PNC Financial Services Group (PNC) is setting aside an additional $350 million in second-quarter reserves to cover demands to repurchase bad mortgages, a 10-fold increase from the prior quarter.
Shares of the Pittsburgh bank, the nation's eighth-largest, fell 3.4% to $56.17 in recent trading, illustrating how sensitive investors remain to mortgage issues around five years after the mortgage meltdown began.
Chief Executive Jim Rohr is set to tell investors at the Morgan Stanley financial services conference in New York that demands on the bank to repurchase faulty mortgages have increased in the second quarter, forcing the increase in the reserve this quarter to cover the repurchases, according to a slide presentation on the company's website.
In the first quarter, it added $32 million to its repurchase demands from government-sponsored entities.
So far, PNC lost $1.6 billion from mortgages originated by PNC and sold to government-sponsored entities but later bought back because the underwriting was alleged to be faulty, the presentation said.
"Barring significant changes in the future behaviors and demand patterns of investors, we believe we are appropriately reserved against future demands," the bank said.
Wells Fargo (WFC) Chief Financial Officer Tim Sloan told investors at the same conference earlier Tuesday morning that the San Francisco bank hasn't decided yet how much it would add to its repurchase reserve, but that it didn't see "any significant changes" in repurchase demands.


■ **Work item**
Check each line of the listing below for the string "Here", and copy the ones that have it.

■ **Data for this task**
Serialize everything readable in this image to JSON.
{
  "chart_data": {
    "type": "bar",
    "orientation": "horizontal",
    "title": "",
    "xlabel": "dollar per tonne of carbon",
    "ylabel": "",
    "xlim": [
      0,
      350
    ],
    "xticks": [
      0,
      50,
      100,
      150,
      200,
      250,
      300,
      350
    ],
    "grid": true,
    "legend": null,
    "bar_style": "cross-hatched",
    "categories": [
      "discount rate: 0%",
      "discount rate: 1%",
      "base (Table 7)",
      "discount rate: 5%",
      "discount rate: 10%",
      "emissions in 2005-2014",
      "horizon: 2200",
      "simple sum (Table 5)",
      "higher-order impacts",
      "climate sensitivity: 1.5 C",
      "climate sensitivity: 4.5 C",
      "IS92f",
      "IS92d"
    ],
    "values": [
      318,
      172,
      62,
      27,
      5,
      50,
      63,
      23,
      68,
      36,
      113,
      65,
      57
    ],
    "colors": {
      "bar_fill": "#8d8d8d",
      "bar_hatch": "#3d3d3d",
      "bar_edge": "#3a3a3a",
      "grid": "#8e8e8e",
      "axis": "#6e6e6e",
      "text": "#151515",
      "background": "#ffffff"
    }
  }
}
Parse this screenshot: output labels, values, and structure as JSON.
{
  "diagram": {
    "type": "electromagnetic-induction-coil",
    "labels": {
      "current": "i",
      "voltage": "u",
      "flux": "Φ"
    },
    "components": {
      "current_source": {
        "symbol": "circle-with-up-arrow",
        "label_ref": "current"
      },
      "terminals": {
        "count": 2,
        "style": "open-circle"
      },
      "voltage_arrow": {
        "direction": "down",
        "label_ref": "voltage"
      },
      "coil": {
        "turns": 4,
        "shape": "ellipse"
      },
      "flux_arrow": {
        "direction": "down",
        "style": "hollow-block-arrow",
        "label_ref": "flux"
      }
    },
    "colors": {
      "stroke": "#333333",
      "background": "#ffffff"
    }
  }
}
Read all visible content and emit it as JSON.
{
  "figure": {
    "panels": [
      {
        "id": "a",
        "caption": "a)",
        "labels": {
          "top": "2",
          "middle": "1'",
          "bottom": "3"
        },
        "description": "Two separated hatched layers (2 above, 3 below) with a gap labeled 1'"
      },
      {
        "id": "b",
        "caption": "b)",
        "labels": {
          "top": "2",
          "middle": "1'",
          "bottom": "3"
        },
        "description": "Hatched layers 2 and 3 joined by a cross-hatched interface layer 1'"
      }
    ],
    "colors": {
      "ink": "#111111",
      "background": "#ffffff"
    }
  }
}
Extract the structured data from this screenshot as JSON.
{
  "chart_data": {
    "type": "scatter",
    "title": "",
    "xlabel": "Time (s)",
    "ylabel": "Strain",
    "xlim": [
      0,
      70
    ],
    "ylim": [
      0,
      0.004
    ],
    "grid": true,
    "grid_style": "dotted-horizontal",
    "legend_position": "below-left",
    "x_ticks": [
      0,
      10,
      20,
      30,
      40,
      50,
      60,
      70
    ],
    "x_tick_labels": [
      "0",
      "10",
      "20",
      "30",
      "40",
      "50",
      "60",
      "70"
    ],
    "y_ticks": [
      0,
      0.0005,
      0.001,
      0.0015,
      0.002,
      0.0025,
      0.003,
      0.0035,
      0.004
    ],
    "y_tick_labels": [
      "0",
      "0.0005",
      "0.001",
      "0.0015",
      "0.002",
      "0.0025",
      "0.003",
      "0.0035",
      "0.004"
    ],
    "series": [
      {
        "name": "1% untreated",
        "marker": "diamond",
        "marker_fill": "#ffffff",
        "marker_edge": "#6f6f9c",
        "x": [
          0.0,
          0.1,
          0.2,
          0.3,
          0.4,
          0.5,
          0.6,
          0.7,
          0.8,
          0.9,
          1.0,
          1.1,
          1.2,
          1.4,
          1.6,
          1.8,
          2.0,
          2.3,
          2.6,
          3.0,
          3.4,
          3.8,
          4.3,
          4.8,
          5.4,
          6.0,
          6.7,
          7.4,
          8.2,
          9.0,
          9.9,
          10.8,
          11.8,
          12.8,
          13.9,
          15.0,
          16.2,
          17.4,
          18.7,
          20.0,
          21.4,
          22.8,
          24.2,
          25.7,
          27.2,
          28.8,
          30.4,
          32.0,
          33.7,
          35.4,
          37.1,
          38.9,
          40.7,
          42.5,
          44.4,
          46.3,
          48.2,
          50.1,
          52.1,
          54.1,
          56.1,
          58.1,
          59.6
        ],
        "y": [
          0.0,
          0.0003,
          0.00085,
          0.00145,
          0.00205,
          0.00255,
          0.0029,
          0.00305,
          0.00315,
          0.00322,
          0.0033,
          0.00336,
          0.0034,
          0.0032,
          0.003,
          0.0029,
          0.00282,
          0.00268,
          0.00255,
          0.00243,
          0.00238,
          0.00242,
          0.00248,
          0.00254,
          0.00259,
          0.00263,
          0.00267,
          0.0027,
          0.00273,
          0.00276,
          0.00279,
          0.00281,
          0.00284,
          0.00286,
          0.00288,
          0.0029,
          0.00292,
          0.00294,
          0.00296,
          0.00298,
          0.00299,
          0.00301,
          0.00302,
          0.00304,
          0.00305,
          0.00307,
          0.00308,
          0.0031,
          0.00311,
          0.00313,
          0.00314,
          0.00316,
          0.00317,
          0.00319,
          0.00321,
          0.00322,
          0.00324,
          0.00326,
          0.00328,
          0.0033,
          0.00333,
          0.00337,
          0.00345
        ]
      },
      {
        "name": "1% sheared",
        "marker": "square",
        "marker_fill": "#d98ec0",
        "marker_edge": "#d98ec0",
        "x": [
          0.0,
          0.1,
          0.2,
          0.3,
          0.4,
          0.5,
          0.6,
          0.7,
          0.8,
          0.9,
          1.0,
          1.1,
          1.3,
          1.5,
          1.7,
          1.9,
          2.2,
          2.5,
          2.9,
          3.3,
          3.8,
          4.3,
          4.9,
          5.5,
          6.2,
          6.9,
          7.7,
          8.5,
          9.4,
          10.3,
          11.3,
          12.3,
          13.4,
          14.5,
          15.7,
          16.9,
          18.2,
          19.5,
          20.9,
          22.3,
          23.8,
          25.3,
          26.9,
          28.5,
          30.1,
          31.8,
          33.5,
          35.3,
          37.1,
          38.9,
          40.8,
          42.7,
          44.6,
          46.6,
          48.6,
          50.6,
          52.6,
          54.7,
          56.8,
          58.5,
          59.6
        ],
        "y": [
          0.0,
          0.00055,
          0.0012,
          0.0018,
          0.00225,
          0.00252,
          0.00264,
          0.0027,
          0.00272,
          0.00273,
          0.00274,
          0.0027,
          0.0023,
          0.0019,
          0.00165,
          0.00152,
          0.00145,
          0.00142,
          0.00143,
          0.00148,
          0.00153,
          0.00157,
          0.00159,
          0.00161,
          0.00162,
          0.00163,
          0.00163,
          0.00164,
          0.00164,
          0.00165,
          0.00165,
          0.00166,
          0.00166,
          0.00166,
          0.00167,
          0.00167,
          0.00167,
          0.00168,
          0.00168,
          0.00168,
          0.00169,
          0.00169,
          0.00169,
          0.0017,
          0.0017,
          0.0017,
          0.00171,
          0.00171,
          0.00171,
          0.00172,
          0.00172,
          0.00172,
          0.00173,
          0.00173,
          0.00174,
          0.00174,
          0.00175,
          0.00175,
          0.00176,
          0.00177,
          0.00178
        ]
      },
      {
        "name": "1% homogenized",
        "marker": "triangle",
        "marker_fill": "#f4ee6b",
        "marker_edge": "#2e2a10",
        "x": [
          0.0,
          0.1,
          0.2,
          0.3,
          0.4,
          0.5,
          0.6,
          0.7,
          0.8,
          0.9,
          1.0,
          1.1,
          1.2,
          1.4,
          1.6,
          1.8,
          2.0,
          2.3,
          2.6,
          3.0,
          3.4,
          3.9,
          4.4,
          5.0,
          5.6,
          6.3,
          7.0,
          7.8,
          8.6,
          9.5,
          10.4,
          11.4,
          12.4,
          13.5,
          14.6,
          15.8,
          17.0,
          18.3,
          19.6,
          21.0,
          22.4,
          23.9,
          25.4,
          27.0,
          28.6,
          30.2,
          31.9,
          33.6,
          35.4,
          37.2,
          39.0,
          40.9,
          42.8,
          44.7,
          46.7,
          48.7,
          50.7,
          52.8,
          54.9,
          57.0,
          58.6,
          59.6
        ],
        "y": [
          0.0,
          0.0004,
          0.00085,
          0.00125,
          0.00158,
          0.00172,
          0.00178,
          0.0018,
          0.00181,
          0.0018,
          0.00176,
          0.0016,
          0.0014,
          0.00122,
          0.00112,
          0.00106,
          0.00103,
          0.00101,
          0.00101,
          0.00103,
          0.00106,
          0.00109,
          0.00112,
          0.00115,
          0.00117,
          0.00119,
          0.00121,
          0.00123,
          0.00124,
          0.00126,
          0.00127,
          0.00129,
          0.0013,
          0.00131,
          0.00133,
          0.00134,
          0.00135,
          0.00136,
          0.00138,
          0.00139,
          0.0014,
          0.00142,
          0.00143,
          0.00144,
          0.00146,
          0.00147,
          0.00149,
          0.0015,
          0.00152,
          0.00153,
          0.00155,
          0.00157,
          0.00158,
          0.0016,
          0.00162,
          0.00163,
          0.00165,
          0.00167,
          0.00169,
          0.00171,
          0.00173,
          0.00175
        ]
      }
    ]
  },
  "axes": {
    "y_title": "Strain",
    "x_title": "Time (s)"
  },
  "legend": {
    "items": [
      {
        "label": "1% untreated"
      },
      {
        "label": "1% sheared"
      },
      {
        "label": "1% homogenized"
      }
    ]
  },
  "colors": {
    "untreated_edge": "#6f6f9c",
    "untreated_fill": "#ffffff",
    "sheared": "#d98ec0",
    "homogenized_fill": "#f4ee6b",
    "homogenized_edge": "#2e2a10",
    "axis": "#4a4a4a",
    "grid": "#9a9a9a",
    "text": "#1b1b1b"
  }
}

==

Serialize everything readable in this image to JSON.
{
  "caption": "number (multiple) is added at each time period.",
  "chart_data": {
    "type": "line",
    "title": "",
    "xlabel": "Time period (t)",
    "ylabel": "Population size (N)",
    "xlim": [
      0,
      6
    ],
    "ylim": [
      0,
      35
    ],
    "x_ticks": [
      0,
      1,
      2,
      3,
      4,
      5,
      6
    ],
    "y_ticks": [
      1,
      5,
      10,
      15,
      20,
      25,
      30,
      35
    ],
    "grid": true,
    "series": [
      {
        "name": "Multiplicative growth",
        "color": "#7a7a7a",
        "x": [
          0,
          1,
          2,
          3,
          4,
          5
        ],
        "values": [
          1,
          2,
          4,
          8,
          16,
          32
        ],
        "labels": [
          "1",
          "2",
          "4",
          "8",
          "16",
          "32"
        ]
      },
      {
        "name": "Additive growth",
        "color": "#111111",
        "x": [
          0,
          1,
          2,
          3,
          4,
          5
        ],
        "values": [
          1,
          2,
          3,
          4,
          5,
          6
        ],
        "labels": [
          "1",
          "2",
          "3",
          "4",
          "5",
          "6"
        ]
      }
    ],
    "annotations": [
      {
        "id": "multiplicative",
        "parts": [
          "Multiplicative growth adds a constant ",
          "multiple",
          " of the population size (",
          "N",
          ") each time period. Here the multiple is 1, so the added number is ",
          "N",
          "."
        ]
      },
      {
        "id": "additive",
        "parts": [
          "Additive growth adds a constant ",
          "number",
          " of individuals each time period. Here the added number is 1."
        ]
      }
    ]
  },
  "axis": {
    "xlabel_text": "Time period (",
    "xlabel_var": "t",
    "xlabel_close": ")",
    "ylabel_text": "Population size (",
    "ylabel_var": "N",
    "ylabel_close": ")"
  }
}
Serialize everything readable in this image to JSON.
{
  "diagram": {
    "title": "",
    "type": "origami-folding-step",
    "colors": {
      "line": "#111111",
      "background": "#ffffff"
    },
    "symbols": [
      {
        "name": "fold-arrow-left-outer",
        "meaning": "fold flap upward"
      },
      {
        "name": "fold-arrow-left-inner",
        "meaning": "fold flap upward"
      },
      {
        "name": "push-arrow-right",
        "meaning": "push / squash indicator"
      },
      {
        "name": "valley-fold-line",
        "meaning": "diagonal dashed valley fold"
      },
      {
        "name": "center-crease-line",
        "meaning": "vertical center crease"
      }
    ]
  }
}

■ **Written answer**
          ") each time period. Here the multiple is 1, so the added number is ",
          " of individuals each time period. Here the added number is 1."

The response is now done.